Egyptian President Hosni Mubarak and Syrian President Bashar Assad (AP)
Everyone knows pretty well what a peace settlement would look like. … But how to get there? The latest, still rather vague, plan is for a “declaration of principles” to be agreed upon at a conference in America in November or December. …The question is how detailed these principles should be.
To take that historic step, the Palestinian leader, Mr Abbas, would need the protection of nearby Arabs in the region: Egypt, Jordan and particularly the Saudis, who have emerged as the region’s busiest power-broker. For his part, Mr Olmert’s admission that a two-state map would be based broadly on the 1967 one would lose him a chunk of his fragile coalition and maybe an election if one were forced. …

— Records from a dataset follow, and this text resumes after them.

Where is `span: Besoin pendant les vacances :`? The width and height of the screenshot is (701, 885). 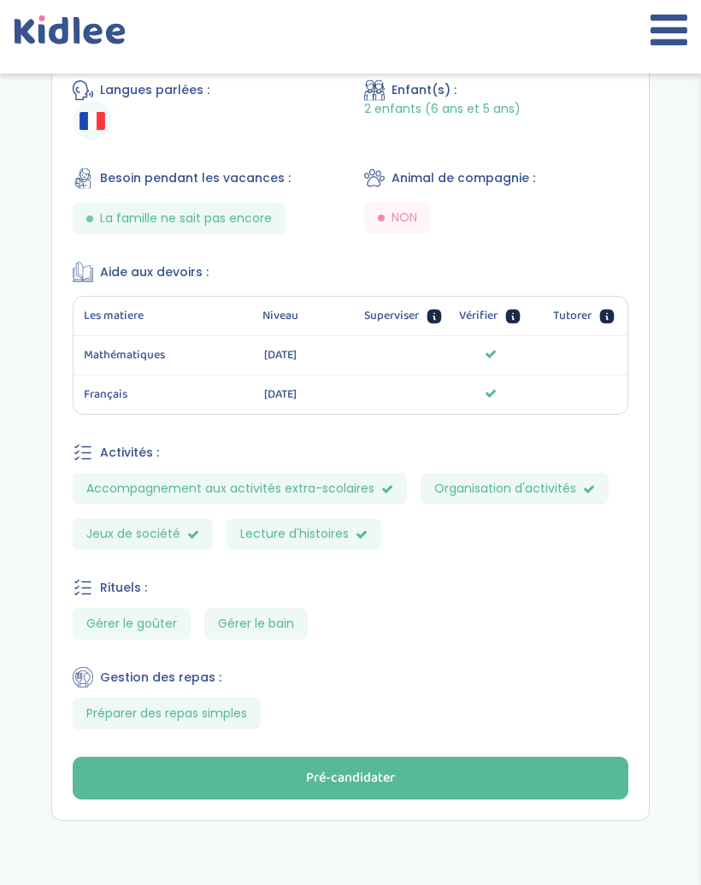
span: Besoin pendant les vacances : is located at coordinates (195, 178).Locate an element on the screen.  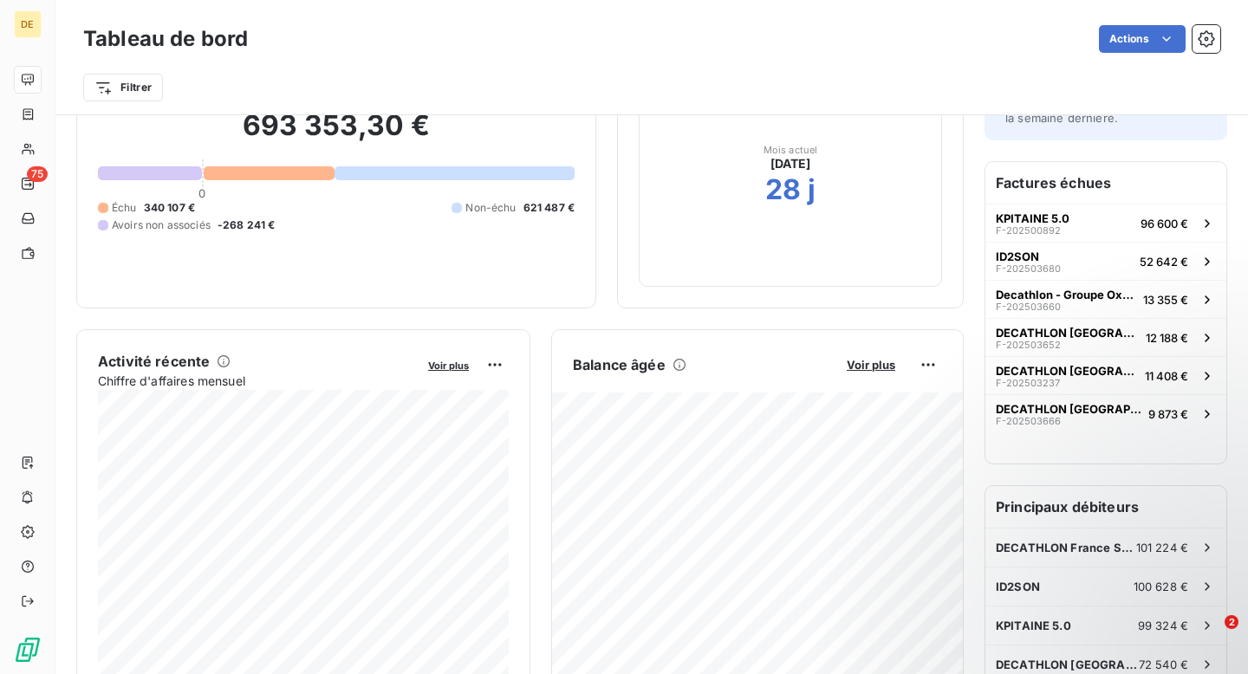
button: Filtrer is located at coordinates (123, 88).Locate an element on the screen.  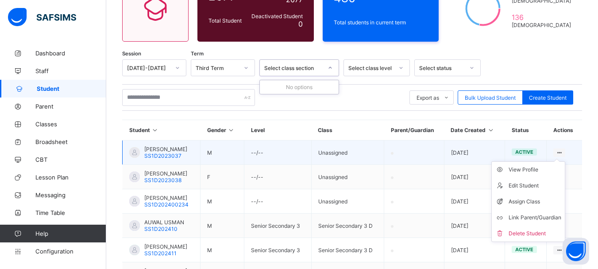
span: Total students in current term is located at coordinates (381, 22).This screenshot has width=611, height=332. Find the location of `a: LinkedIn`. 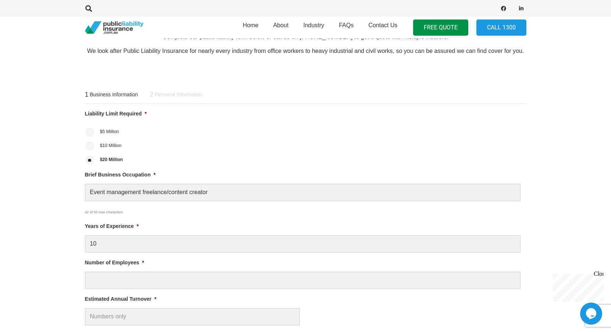

a: LinkedIn is located at coordinates (522, 8).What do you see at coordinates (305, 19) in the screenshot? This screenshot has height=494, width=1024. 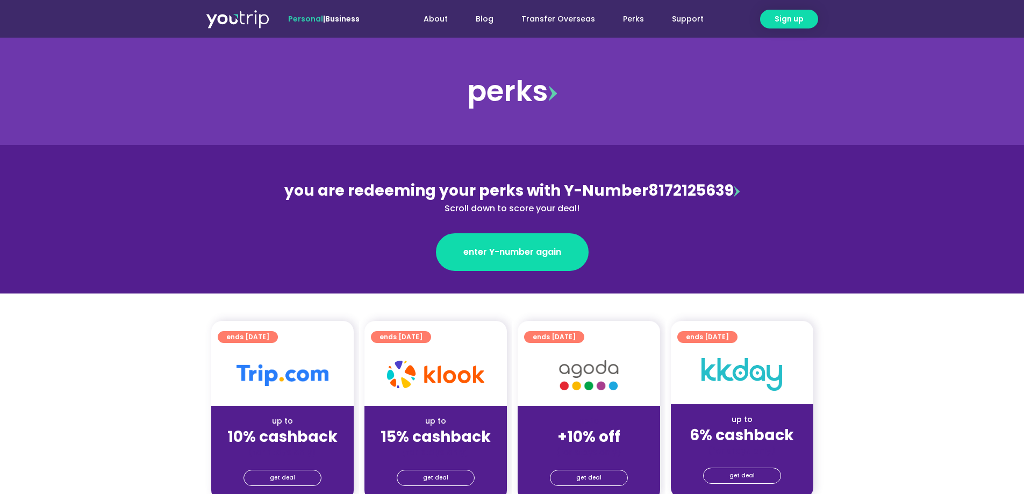 I see `span: Personal` at bounding box center [305, 19].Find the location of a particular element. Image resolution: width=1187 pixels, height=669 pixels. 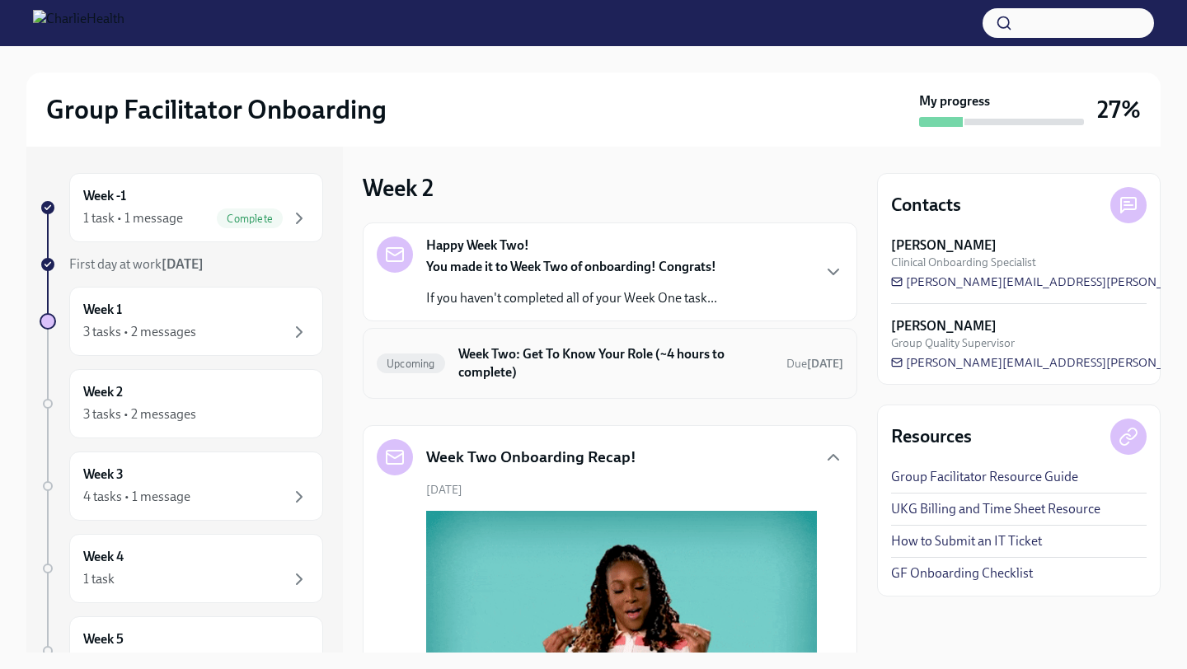

p: If you haven't completed all of your Week One task... is located at coordinates (571, 298).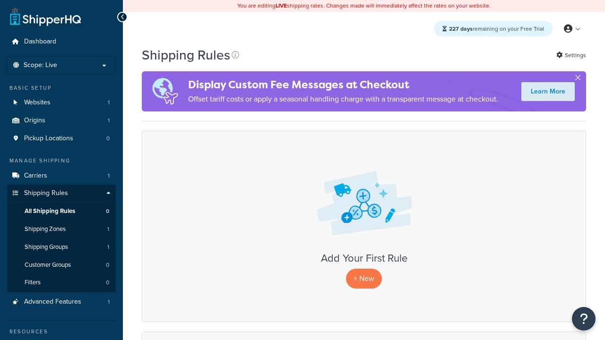 The height and width of the screenshot is (340, 605). I want to click on span: Dashboard, so click(40, 42).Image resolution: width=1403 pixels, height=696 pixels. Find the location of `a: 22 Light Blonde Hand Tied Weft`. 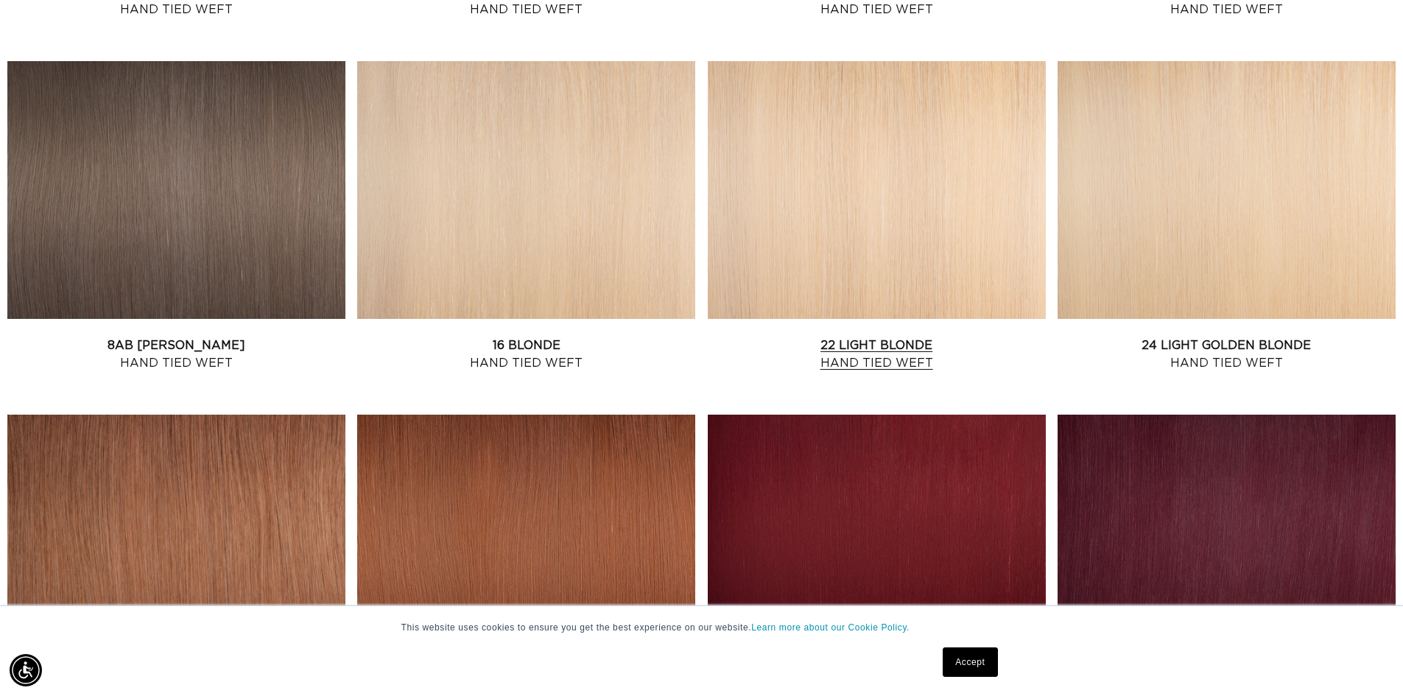

a: 22 Light Blonde Hand Tied Weft is located at coordinates (877, 354).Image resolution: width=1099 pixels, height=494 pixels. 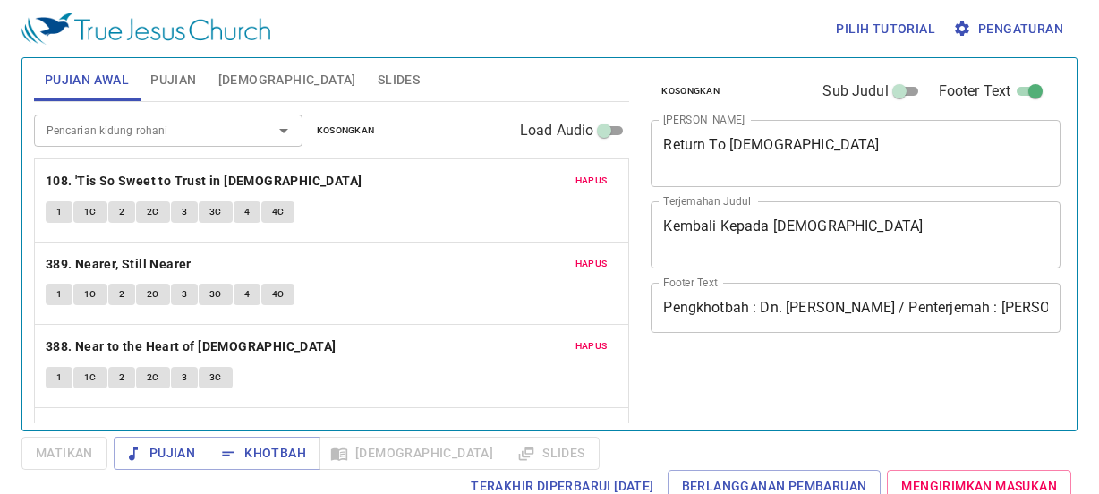 What do you see at coordinates (120, 264) in the screenshot?
I see `button: 389. Nearer, Still Nearer` at bounding box center [120, 264]. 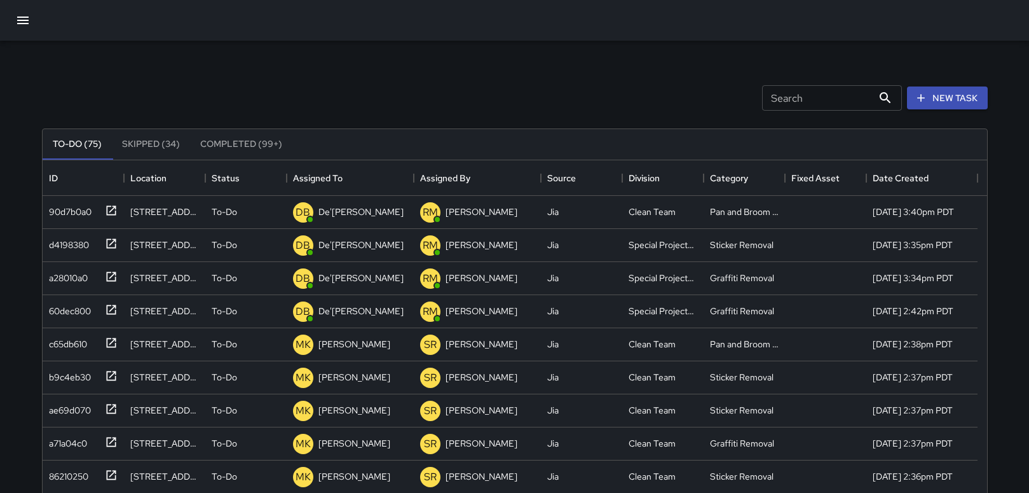 What do you see at coordinates (165, 245) in the screenshot?
I see `div: 600 Market Street` at bounding box center [165, 245].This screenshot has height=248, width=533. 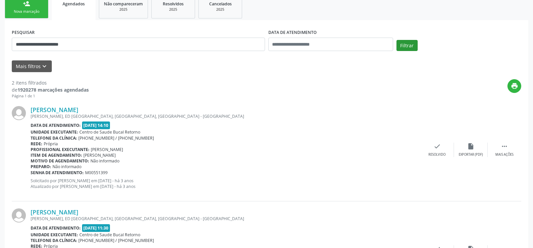 I want to click on span: Resolvidos, so click(x=173, y=4).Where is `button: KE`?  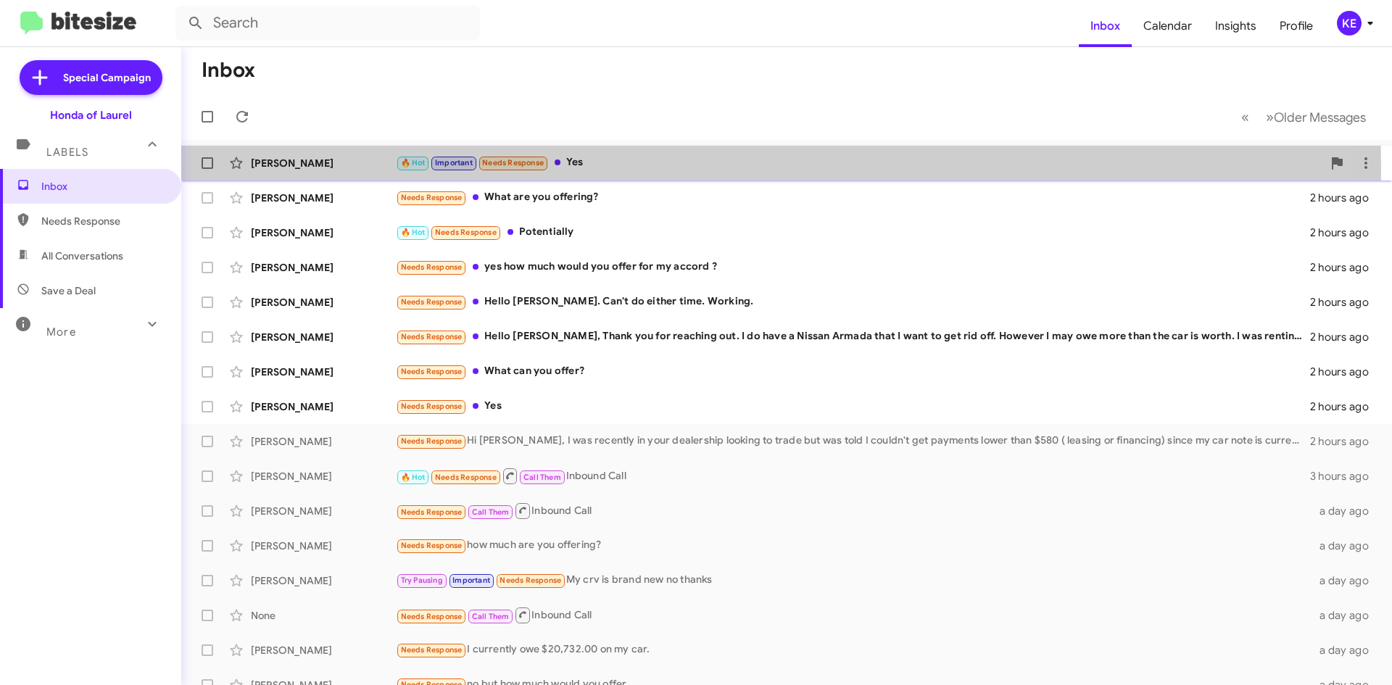 button: KE is located at coordinates (1350, 23).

Hamas and its Syrian and Iranian backers may howl treason and plot a return to suicide-bombs. Syria, however, should if possible be drawn into the talks. Efforts should be kept up to persuade Hamas to accept a two-state deal and to stop rockets being fired from Gaza into Israeli towns. As for Israel, suffocating Gaza economically, as the Israelis seem bent on doing, is both cruel and unlikely to help the cause of peace—just as calling the strip “an enemy entity” and threatening to cut off power and fuel is unlikely to stop the rockets.